The full moon on the yellow grass
The full moon on the yellow grass
A cat in the window; frogs; frost.
The fog covers the stars; Orion is in the East.
Near dawn the moon comes through upon her hair.
I have heard soundless silence, death-devised
I have heard soundless silence, death-devised:
The mind spun outward, love's illume:
Your face, chameleon-like, attack the sun:
You are a mimicry of the rock's song:
A motionless music lost in falling stars
And whether I hear the bird of time lose wing
Above bounding water, and death-enclosed, then fall
Upward, sunward till your magic moves
Arcuate laughter and all running worlds
To fall past silence into your smiling eyes:
Or whether, centaur-like, your mind excels
In duality unhinged, earth and stars:
Into the crossed silences of deaths and suns:
Whether our love's by life or death begun
We must be less than two, but more than one.
You are sad in the yellow light
You are sad in the yellow light
Your hurt shows in the quiet room
On the slanting roof the rain is falling
It is cold in the trees by the window.
You move in the shadowed light: gray leaves.
You ask whether it rains: moths, moving.
This month the winter comes;
The ground is wet, and the grass: a quiet sorrow.
The light rises on your face
Your mouth asks for something
Your body clings to the golden shade
The room is empty beyond the mirror.
The aviaries of night close down the eyes
The aviaries of night close down the eyes
Articulate epicures of the invisible
A strange dish ensconced of infinity
Magical hawks diving into the mind
Their egregious claws hammer home
Desolation, ennui, decayed designs while over
The poised hill they go pointilliste
Tail-first into eternity.
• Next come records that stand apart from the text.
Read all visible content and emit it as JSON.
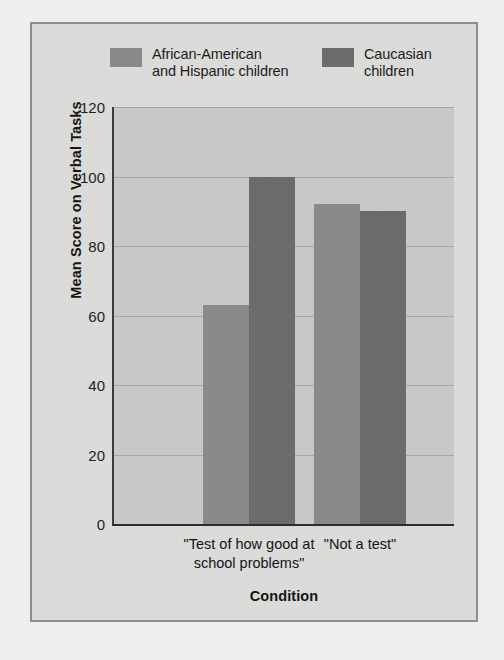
{
  "chart_data": {
    "type": "bar",
    "title": "",
    "xlabel": "Condition",
    "ylabel": "Mean Score on Verbal Tasks",
    "categories": [
      "\"Test of how good at\nschool problems\"",
      "\"Not a test\""
    ],
    "series": [
      {
        "name": "African-American\nand Hispanic children",
        "values": [
          63,
          92
        ],
        "color": "#8b8b8b"
      },
      {
        "name": "Caucasian\nchildren",
        "values": [
          100,
          90
        ],
        "color": "#6d6d6d"
      }
    ],
    "ylim": [
      0,
      120
    ],
    "yticks": [
      0,
      20,
      40,
      60,
      80,
      100,
      120
    ],
    "ytick_labels": [
      "0",
      "20",
      "40",
      "60",
      "80",
      "100",
      "120"
    ],
    "grid": true,
    "legend_position": "top"
  },
  "style": {
    "page_background": "#f1f0ee",
    "figure_background": "#dcdcda",
    "plot_background": "#c9c9c7",
    "frame_border": "#8e8e8e",
    "axis_color": "#2c2c2c",
    "gridline_color": "#a9a9a7",
    "text_color": "#141414"
  }
}
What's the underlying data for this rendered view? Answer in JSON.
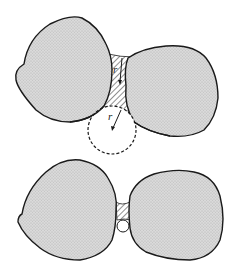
{
  "figure": {
    "top_panel": {
      "description": "Two particles with large pendular liquid bridge and inscribed circle",
      "labels": {
        "neck_radius": "r",
        "circle_radius": "r"
      }
    },
    "bottom_panel": {
      "description": "Two particles with small liquid bridge and small circle"
    },
    "colors": {
      "particle_fill": "#d6d6d6",
      "outline": "#1a1a1a",
      "hatch": "#333333",
      "background": "#ffffff"
    }
  }
}
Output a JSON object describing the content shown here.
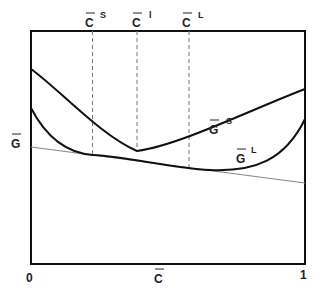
{
  "diagram": {
    "type": "free-energy-composition",
    "x_axis": {
      "label": "C",
      "label_overbar": true,
      "min_label": "0",
      "max_label": "1"
    },
    "y_axis": {
      "label": "G",
      "label_overbar": true
    },
    "top_markers": [
      {
        "label": "C",
        "superscript": "S",
        "x_fraction": 0.224
      },
      {
        "label": "C",
        "superscript": "l",
        "x_fraction": 0.385
      },
      {
        "label": "C",
        "superscript": "L",
        "x_fraction": 0.577
      }
    ],
    "curves": [
      {
        "name": "G",
        "superscript": "S",
        "description": "solid phase free energy curve"
      },
      {
        "name": "G",
        "superscript": "L",
        "description": "liquid phase free energy curve"
      }
    ],
    "common_tangent": {
      "description": "thin gray tangent line touching both curves"
    },
    "colors": {
      "curve": "#111111",
      "tangent": "#888888",
      "dashed": "#777777",
      "frame": "#111111"
    }
  }
}
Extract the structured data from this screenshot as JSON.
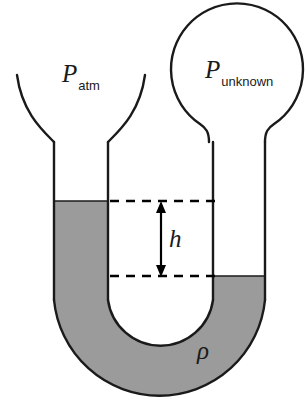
{
  "figure": {
    "labels": {
      "left_pressure_symbol": "P",
      "left_pressure_subscript": "atm",
      "right_pressure_symbol": "P",
      "right_pressure_subscript": "unknown",
      "height_symbol": "h",
      "density_symbol": "ρ"
    },
    "colors": {
      "fluid_fill": "#9b9b9b",
      "outline": "#1a1a1a",
      "background": "#ffffff",
      "dash_line": "#000000",
      "arrow": "#000000"
    },
    "geometry": {
      "left_tube_outer_x": 54,
      "left_tube_inner_x": 108,
      "right_tube_inner_x": 213,
      "right_tube_outer_x": 265,
      "left_fluid_level_y": 201,
      "right_fluid_level_y": 276,
      "upper_dash_y": 201,
      "lower_dash_y": 276,
      "arrow_x": 161,
      "bulb_center_x": 237,
      "bulb_center_y": 77,
      "bulb_radius": 66,
      "u_bend_outer_bottom_y": 398,
      "u_bend_inner_bottom_y": 340
    }
  }
}
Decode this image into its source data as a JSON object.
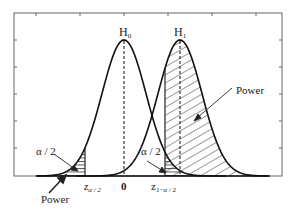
{
  "diagram": {
    "type": "hypothesis-test-power",
    "curves": [
      {
        "name": "H0",
        "label_main": "H",
        "label_sub": "0",
        "center_label": "0"
      },
      {
        "name": "H1",
        "label_main": "H",
        "label_sub": "1"
      }
    ],
    "labels": {
      "h0_main": "H",
      "h0_sub": "0",
      "h1_main": "H",
      "h1_sub": "1",
      "power_right": "Power",
      "power_left": "Power",
      "alpha_left": "α / 2",
      "alpha_right": "α / 2",
      "z_left_main": "z",
      "z_left_sub": "α / 2",
      "zero": "0",
      "z_right_main": "z",
      "z_right_sub": "1−α / 2"
    },
    "colors": {
      "line": "#222222",
      "axis": "#555555",
      "background": "#ffffff"
    }
  }
}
The mind renders
Inviolate the gray walls of silence; trees are outlined
Upon stars; a sharp shiver comes from uphill
And the night walks still heralded
All acts cease when the stars fall.
We wait here where the world ends;
Westward the track of the dolphins tears
The upthrust waves; concinnity and the uninterrupted flow
Of the mind circling nothing; terror is down there, where the bottom goes.
Opalescent overtures of silence;
Hawks of the torn sunset of Los Angeles
Return in an asphalt presentiment
Of supermarkets eating freeways.
On the beach by the millions
Rubber condoms and blind kids
Pussed people devouring dead birds
Their passion arrayed on the sands
We are birds of the night; no askers
Of infinite, no seekers of stars; we run
On a far road, quickened by the hunt;
And do not feel the asphalt flashing past.
It is a sun in a center, explosions wheeled
At the mind's edge; the nerves raced before starting;
We see worlds flash endlessly, a married quarrel
Of chaos and order, welded by chemicals and a full moon.
The mind dances in a gray room: a red star imploding;
The eye sees endlessness in a webbed corner;
A piece of infinite explored and catalogued;
The dirty sheets lie artfully in the morning sun.
The scimitars of dusk
The scattered curvature of broken and mute fire
Worlds, rising in rings; far off, suns, illumed
There were stars
And triangular musings on dead shores; wings
Aviaries of silence; attitudes; Augusts and trips
Insolence of eternity; eucalyptic wings.
And Ann, floating above the lawn, ecstatic to music
A flash of gold, light feet and wings.
Where
In the corridors of dark time shall worlds illume
Her silence
©1998, 1999 Samuel L. Greene
[These web pages of Samuel L. Greene, Jr. (1931-2007), Professor of Physics and Astronomy at Sonoma State University, have been reconstructed by his colleague, JST. There were originally links to course pages and to larger images, but these have been lost.]